Saturday Dec 14, 2024
Wednesday, 3 August 2016 00:00 - - {{hitsCtrl.values.hits}}
Malaysian official Idris Jala (third from left) stresses a point during the inauguration of the Sri Lanka Economic Summit yesterday. President Maithripala Sirisena is also present
By Uditha Jayasinghe
Top public policy makers and private sector representatives should be locked up together for eight weeks to hammer out investment plans to their finest details to boost confidence on both sides and lock in investment deals, a top Malaysian bureaucrat advised yesterday as the solution to Sri Lanka’s public-private trust gap.
Performance Management and Delivery Unit (PERMANDU) Malaysia Chief Executive Officer (CEO) Dato Sri Idris Jala speaking at the opening session of the Sri Lanka Economic Summit organised by the Ceylon Chamber of Commerce gave the Malaysian example of “labs” where public servants and companies sit down for eight weeks to plan out every single component of an investment project, which will then be transparently implemented.
“Malaysia faced much the same situation in 2009 that Sri Lanka faces now. We had high Budget deficit with debt of 53.5% of GDP and we knew that if we wanted to change this situation we had to act. Malaysia did a revolutionary thing to get the Government to focus on a few sectors and got the large players of the private sector and for eight weeks they planned the investment in precise details. In 2010 Malaysia locked together 500 people at the end of the planning session the private sector committed 400 billion Ringgit in investment,” he said.
The much lauded and intense planning session has been analysed as a case study by Harvard, Princeton and the World Bank for its ability to breakdown overarching and often disconnected Government policy to tangible private sector projects that have successfully infused billions of dollars of investment into the Malaysian economy in the past six years and helped the country break the middle-income trap. Drawing from his experience the CEO insisted that the Government did not make fresh appointments to the public sector but simplified the implementation process extensively so it could be understood and followed by any public employee.
“The projects were specific commitments and in the past six years these projects were implemented. Government revenue increased at record levels each year and Budget deficit shrank to 3.2% in 2015 and we passed laws in parliament to ensure that debt could not exceed 55% of GDP because policy makers felt that the Europe model was unsustainable.”
The official was adamant that the lab system is the most effective way to release private sector investors and highly recommended his Sri Lankan counterparts follow it.
“Policy making cannot be done at 33,000 feet it has to be done at 300 feet. It has to be direct and there has to be sync between the Government plan and private sector targets. We all know 90% of problem of any government is implementation. I think the time has come for Sri Lanka to just stop talking and release private sector investment.”
Addressing Finance Minister Ravi Karunanayake the Malaysian official called on him to, “find a way to get the private sector into a room for eight weeks and run the labs and bring the recommendations that anybody can view. The existing people in Government can do more provided the plan is brought down. If it is very detailed then even a monkey can do it.”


### Try it
You are asked to filter the data below and copy every line holding "conclusion".
--- Exercise materials Enclosed Below ---
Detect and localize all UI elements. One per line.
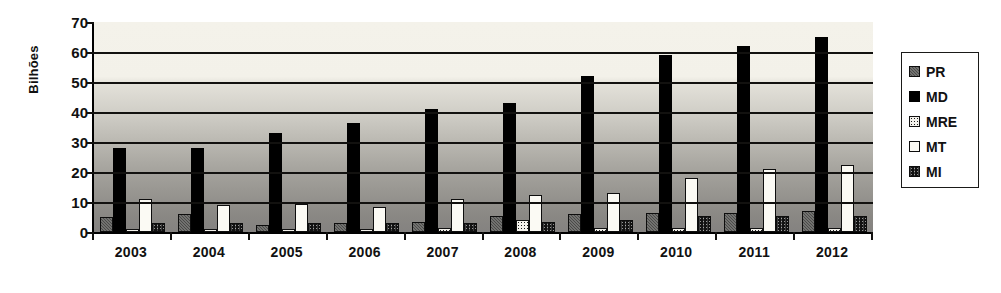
x-tick-mark (248, 232, 250, 240)
gridline (94, 172, 873, 174)
x-tick-mark (170, 232, 172, 240)
legend-label: MT (926, 140, 946, 154)
bar-mi-2007[interactable] (464, 223, 477, 232)
x-tick-mark (637, 232, 639, 240)
bar-md-2003[interactable] (113, 148, 126, 232)
bar-pr-2011[interactable] (724, 213, 737, 233)
bar-mi-2003[interactable] (152, 223, 165, 232)
y-tick-label: 20 (71, 165, 88, 180)
bar-pr-2006[interactable] (334, 223, 347, 232)
legend-label: MI (926, 165, 942, 179)
x-tick-mark (92, 232, 94, 240)
x-tick-mark (871, 232, 873, 240)
x-tick-mark (559, 232, 561, 240)
y-axis-title: Bilhões (26, 15, 41, 125)
y-tick-mark (87, 112, 94, 114)
bar-mt-2004[interactable] (217, 205, 230, 232)
x-tick-label: 2003 (92, 244, 170, 260)
y-tick-label: 60 (71, 45, 88, 60)
y-tick-label: 70 (71, 15, 88, 30)
x-axis-labels: 2003200420052006200720082009201020112012 (92, 244, 871, 260)
bar-md-2008[interactable] (503, 103, 516, 232)
legend-item-md[interactable]: MD (909, 84, 978, 109)
x-tick-label: 2009 (559, 244, 637, 260)
legend-swatch-icon (909, 166, 920, 177)
y-tick-label: 40 (71, 105, 88, 120)
y-tick-mark (87, 82, 94, 84)
x-tick-label: 2012 (793, 244, 871, 260)
x-tick-label: 2005 (248, 244, 326, 260)
bar-md-2009[interactable] (581, 76, 594, 232)
legend-item-mre[interactable]: MRE (909, 109, 978, 134)
bar-pr-2005[interactable] (256, 225, 269, 233)
bar-mt-2005[interactable] (295, 204, 308, 233)
x-tick-label: 2004 (170, 244, 248, 260)
legend-item-pr[interactable]: PR (909, 59, 978, 84)
bar-pr-2008[interactable] (490, 216, 503, 233)
bar-mi-2011[interactable] (776, 216, 789, 233)
bar-pr-2009[interactable] (568, 214, 581, 232)
bar-mi-2006[interactable] (386, 223, 399, 232)
y-tick-mark (87, 172, 94, 174)
bar-pr-2003[interactable] (100, 217, 113, 232)
x-tick-mark (404, 232, 406, 240)
x-tick-mark (326, 232, 328, 240)
x-tick-mark (715, 232, 717, 240)
legend-item-mt[interactable]: MT (909, 134, 978, 159)
x-tick-label: 2007 (404, 244, 482, 260)
x-axis-tick-marks (92, 232, 871, 242)
legend-label: MRE (926, 115, 957, 129)
bar-md-2005[interactable] (269, 133, 282, 232)
bar-pr-2012[interactable] (802, 211, 815, 232)
y-axis-tick-labels: 706050403020100 (55, 0, 88, 293)
bar-pr-2004[interactable] (178, 214, 191, 232)
x-tick-label: 2006 (326, 244, 404, 260)
y-tick-label: 50 (71, 75, 88, 90)
gridline (94, 202, 873, 204)
y-tick-mark (87, 22, 94, 24)
y-tick-label: 30 (71, 135, 88, 150)
x-tick-label: 2010 (637, 244, 715, 260)
gridline (94, 82, 873, 84)
y-tick-mark (87, 202, 94, 204)
bar-mi-2012[interactable] (854, 216, 867, 233)
x-tick-label: 2011 (715, 244, 793, 260)
gridline (94, 112, 873, 114)
bar-mi-2009[interactable] (620, 220, 633, 232)
gridline (94, 52, 873, 54)
bar-mi-2004[interactable] (230, 223, 243, 232)
legend-swatch-icon (909, 116, 920, 127)
plot-area (92, 22, 873, 234)
bar-pr-2010[interactable] (646, 213, 659, 233)
bar-mi-2010[interactable] (698, 216, 711, 233)
chart-legend: PRMDMREMTMI (901, 52, 979, 188)
bar-pr-2007[interactable] (412, 222, 425, 233)
bar-md-2011[interactable] (737, 46, 750, 232)
gridline (94, 142, 873, 144)
bar-md-2007[interactable] (425, 109, 438, 232)
legend-swatch-icon (909, 141, 920, 152)
chart-container: Bilhões 706050403020100 2003200420052006… (0, 0, 1001, 293)
bar-mi-2008[interactable] (542, 222, 555, 233)
x-tick-mark (482, 232, 484, 240)
bar-mt-2010[interactable] (685, 178, 698, 232)
bar-md-2006[interactable] (347, 123, 360, 233)
y-tick-label: 10 (71, 195, 88, 210)
legend-item-mi[interactable]: MI (909, 159, 978, 184)
bar-mt-2012[interactable] (841, 165, 854, 233)
bar-mt-2008[interactable] (529, 195, 542, 233)
legend-swatch-icon (909, 66, 920, 77)
bar-mi-2005[interactable] (308, 223, 321, 232)
bar-md-2004[interactable] (191, 148, 204, 232)
y-tick-mark (87, 52, 94, 54)
bar-mt-2009[interactable] (607, 193, 620, 232)
x-tick-mark (793, 232, 795, 240)
y-tick-mark (87, 142, 94, 144)
legend-swatch-icon (909, 91, 920, 102)
bar-mt-2011[interactable] (763, 169, 776, 232)
legend-label: MD (926, 90, 948, 104)
x-tick-label: 2008 (482, 244, 560, 260)
bar-mre-2008[interactable] (516, 220, 529, 232)
legend-label: PR (926, 65, 945, 79)
bar-mt-2006[interactable] (373, 207, 386, 233)
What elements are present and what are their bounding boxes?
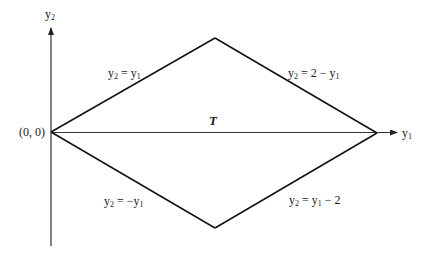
equation-upper-right: y2 = 2 − y1 [288, 67, 340, 79]
diagram-canvas [0, 0, 431, 257]
edge-lower-left [51, 132, 215, 228]
region-t-label: T [209, 114, 217, 127]
edge-upper-right [215, 38, 377, 133]
equation-lower-right: y2 = y1 − 2 [289, 194, 341, 206]
origin-label: (0, 0) [19, 126, 45, 138]
equation-lower-left: y2 = −y1 [104, 195, 144, 207]
y2-axis-label: y2 [45, 8, 55, 20]
edge-lower-right [215, 133, 377, 228]
equation-upper-left: y2 = y1 [108, 67, 141, 79]
y1-axis-label: y1 [402, 127, 412, 139]
edge-upper-left [51, 38, 215, 132]
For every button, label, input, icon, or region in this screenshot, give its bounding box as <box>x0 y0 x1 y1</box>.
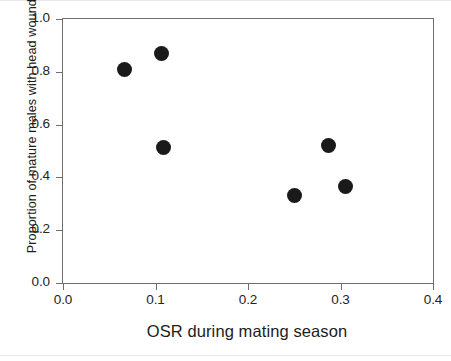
x-tick-mark <box>341 283 342 290</box>
data-point <box>338 179 353 194</box>
y-tick-label: 0.0 <box>10 274 50 289</box>
scan-edge-bottom <box>0 355 451 356</box>
x-tick-mark <box>433 283 434 290</box>
plot-area: 0.00.20.40.60.81.0 0.00.10.20.30.4 <box>62 18 434 284</box>
y-tick-mark <box>56 230 63 231</box>
y-tick-mark <box>56 125 63 126</box>
data-point <box>321 138 336 153</box>
x-tick-label: 0.4 <box>403 292 451 307</box>
x-tick-mark <box>63 283 64 290</box>
x-tick-mark <box>156 283 157 290</box>
y-tick-mark <box>56 177 63 178</box>
data-point <box>154 46 169 61</box>
x-tick-label: 0.2 <box>218 292 278 307</box>
y-axis-title: Proportion of mature males with head wou… <box>25 0 39 273</box>
data-point <box>287 188 302 203</box>
x-tick-label: 0.0 <box>33 292 93 307</box>
data-point <box>156 140 171 155</box>
x-tick-mark <box>248 283 249 290</box>
y-tick-mark <box>56 19 63 20</box>
scan-edge-top <box>0 0 451 1</box>
data-point <box>117 62 132 77</box>
y-tick-mark <box>56 72 63 73</box>
scatter-plot-figure: 0.00.20.40.60.81.0 0.00.10.20.30.4 OSR d… <box>0 0 451 361</box>
x-axis-title: OSR during mating season <box>62 322 432 341</box>
y-tick-mark <box>56 283 63 284</box>
x-tick-label: 0.1 <box>126 292 186 307</box>
x-tick-label: 0.3 <box>311 292 371 307</box>
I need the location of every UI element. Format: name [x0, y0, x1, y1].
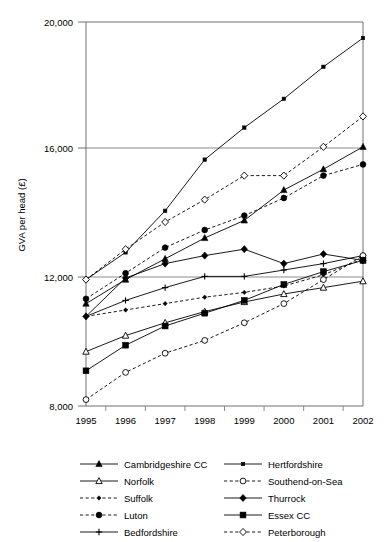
- legend-label: Suffolk: [124, 493, 153, 504]
- legend-marker: [96, 529, 102, 535]
- data-point-marker: [122, 297, 128, 303]
- data-point-marker: [202, 227, 208, 233]
- x-axis-ticks: [106, 406, 343, 411]
- x-tick-label: 2001: [313, 415, 334, 426]
- gva-per-head-line-chart: GVA per head (£) 20,000 16,000 12,000 8,…: [0, 0, 387, 542]
- data-point-marker: [360, 143, 366, 149]
- x-tick-label: 2002: [352, 415, 373, 426]
- data-point-marker: [124, 308, 128, 312]
- series-line: [86, 256, 363, 317]
- data-point-marker: [203, 158, 206, 161]
- chart-legend: Cambridgeshire CCNorfolkSuffolkLutonBedf…: [80, 459, 343, 538]
- legend-item-peterborough[interactable]: Peterborough: [224, 527, 326, 538]
- data-point-marker: [321, 173, 327, 179]
- data-point-marker: [202, 235, 208, 241]
- legend-label: Essex CC: [268, 510, 310, 521]
- x-tick-label: 2000: [273, 415, 294, 426]
- legend-marker: [240, 494, 246, 501]
- data-point-marker: [281, 267, 287, 273]
- y-tick-label: 12,000: [44, 272, 73, 283]
- legend-label: Luton: [124, 510, 148, 521]
- data-point-marker: [203, 295, 207, 299]
- data-point-marker: [360, 258, 366, 264]
- series-layer: [83, 36, 367, 402]
- legend-marker: [240, 528, 247, 535]
- series-line: [86, 38, 363, 280]
- data-point-marker: [122, 246, 129, 253]
- x-tick-label: 1996: [115, 415, 136, 426]
- legend-marker: [240, 512, 246, 518]
- data-point-marker: [162, 245, 168, 251]
- legend-marker: [97, 496, 101, 500]
- legend-label: Bedfordshire: [124, 527, 178, 538]
- data-point-marker: [83, 397, 89, 403]
- data-point-marker: [201, 196, 208, 203]
- data-point-marker: [202, 252, 208, 259]
- x-tick-label: 1998: [194, 415, 215, 426]
- data-point-marker: [280, 172, 287, 179]
- y-tick-label: 8,000: [49, 401, 73, 412]
- data-point-marker: [202, 310, 208, 316]
- x-tick-label: 1995: [75, 415, 96, 426]
- data-point-marker: [320, 250, 326, 257]
- data-point-marker: [162, 323, 168, 329]
- y-axis-tick-labels: 20,000 16,000 12,000 8,000: [44, 17, 73, 412]
- data-point-marker: [163, 209, 166, 212]
- data-point-marker: [241, 213, 247, 219]
- legend-marker: [96, 512, 102, 518]
- legend-label: Norfolk: [124, 476, 154, 487]
- data-point-marker: [83, 348, 89, 354]
- legend-item-hertfordshire[interactable]: Hertfordshire: [224, 459, 323, 470]
- y-tick-label: 16,000: [44, 143, 73, 154]
- series-peterborough: [83, 113, 367, 283]
- series-line: [86, 249, 363, 316]
- data-point-marker: [241, 172, 248, 179]
- data-point-marker: [243, 126, 246, 129]
- legend-label: Cambridgeshire CC: [124, 459, 208, 470]
- legend-item-thurrock[interactable]: Thurrock: [224, 493, 306, 504]
- y-axis-title: GVA per head (£): [16, 178, 27, 251]
- data-point-marker: [360, 113, 367, 120]
- legend-item-southend-on-sea[interactable]: Southend-on-Sea: [224, 476, 343, 487]
- data-point-marker: [162, 218, 169, 225]
- data-point-marker: [322, 65, 325, 68]
- legend-label: Hertfordshire: [268, 459, 323, 470]
- data-point-marker: [241, 298, 247, 304]
- data-point-marker: [320, 143, 327, 150]
- data-point-marker: [241, 273, 247, 279]
- data-point-marker: [242, 290, 246, 294]
- data-point-marker: [162, 350, 168, 356]
- series-line: [86, 281, 363, 351]
- data-point-marker: [163, 301, 167, 305]
- legend-item-suffolk[interactable]: Suffolk: [80, 493, 153, 504]
- data-point-marker: [321, 269, 327, 275]
- legend-label: Thurrock: [268, 493, 306, 504]
- data-point-marker: [360, 162, 366, 168]
- data-point-marker: [123, 342, 129, 348]
- data-point-marker: [281, 187, 287, 193]
- data-point-marker: [83, 368, 89, 374]
- data-point-marker: [360, 278, 366, 284]
- x-tick-label: 1999: [234, 415, 255, 426]
- legend-label: Peterborough: [268, 527, 326, 538]
- gridlines: [86, 148, 363, 277]
- x-axis-tick-labels: 19951996199719981999200020012002: [75, 415, 373, 426]
- data-point-marker: [282, 97, 285, 100]
- data-point-marker: [281, 282, 287, 288]
- data-point-marker: [162, 284, 168, 290]
- legend-item-essex-cc[interactable]: Essex CC: [224, 510, 310, 521]
- data-point-marker: [321, 277, 327, 283]
- data-point-marker: [320, 166, 326, 172]
- y-axis-ticks: [78, 22, 86, 406]
- data-point-marker: [241, 246, 247, 253]
- legend-item-bedfordshire[interactable]: Bedfordshire: [80, 527, 178, 538]
- data-point-marker: [83, 296, 89, 302]
- data-point-marker: [281, 301, 287, 307]
- chart-figure: GVA per head (£) 20,000 16,000 12,000 8,…: [0, 0, 387, 542]
- legend-item-luton[interactable]: Luton: [80, 510, 148, 521]
- data-point-marker: [241, 320, 247, 326]
- series-hertfordshire: [84, 36, 364, 281]
- legend-item-cambridgeshire-cc[interactable]: Cambridgeshire CC: [80, 459, 208, 470]
- legend-item-norfolk[interactable]: Norfolk: [80, 476, 154, 487]
- y-tick-label: 20,000: [44, 17, 73, 28]
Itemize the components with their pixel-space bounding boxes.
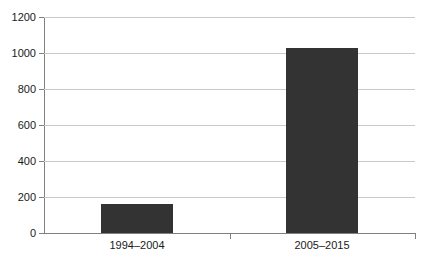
bar	[286, 48, 358, 233]
y-axis-tick-label: 1000	[0, 48, 36, 59]
plot-area	[44, 17, 415, 233]
bar	[101, 204, 173, 233]
y-axis-tick-label: 800	[0, 84, 36, 95]
y-axis-tick-label: 0	[0, 228, 36, 239]
y-axis-tick-label: 200	[0, 192, 36, 203]
x-axis-tick	[230, 233, 231, 239]
x-axis-category-label: 2005–2015	[262, 240, 382, 251]
bar-chart: 020040060080010001200 1994–20042005–2015	[0, 0, 428, 265]
y-axis-tick-label: 1200	[0, 12, 36, 23]
y-axis-tick-label: 600	[0, 120, 36, 131]
y-axis-tick-label: 400	[0, 156, 36, 167]
x-axis-tick	[415, 233, 416, 239]
x-axis-category-label: 1994–2004	[77, 240, 197, 251]
y-axis-tick	[39, 233, 44, 234]
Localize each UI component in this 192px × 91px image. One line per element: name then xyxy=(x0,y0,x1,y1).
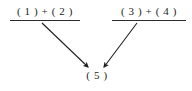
conclusion-node: ( 5 ) xyxy=(81,70,113,81)
arrow-right-to-conclusion xyxy=(104,23,137,67)
derivation-diagram: ( 1 ) + ( 2 ) ( 3 ) + ( 4 ) ( 5 ) xyxy=(0,0,192,91)
arrow-left-to-conclusion xyxy=(42,23,88,67)
conclusion-label: ( 5 ) xyxy=(86,69,107,81)
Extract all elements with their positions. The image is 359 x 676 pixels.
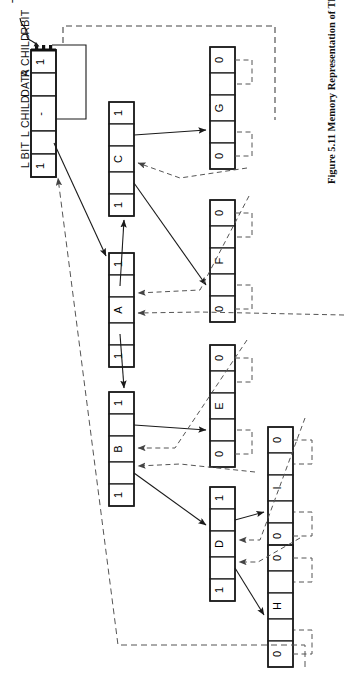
--- End of Enclosed Exercise materials ---
### Task answer
conclusion-node: ( 5 ) xyxy=(81,70,113,81)
arrow-right-to-conclusion xyxy=(104,23,137,67)
arrow-left-to-conclusion xyxy=(42,23,88,67)
conclusion-label: ( 5 ) xyxy=(86,69,107,81)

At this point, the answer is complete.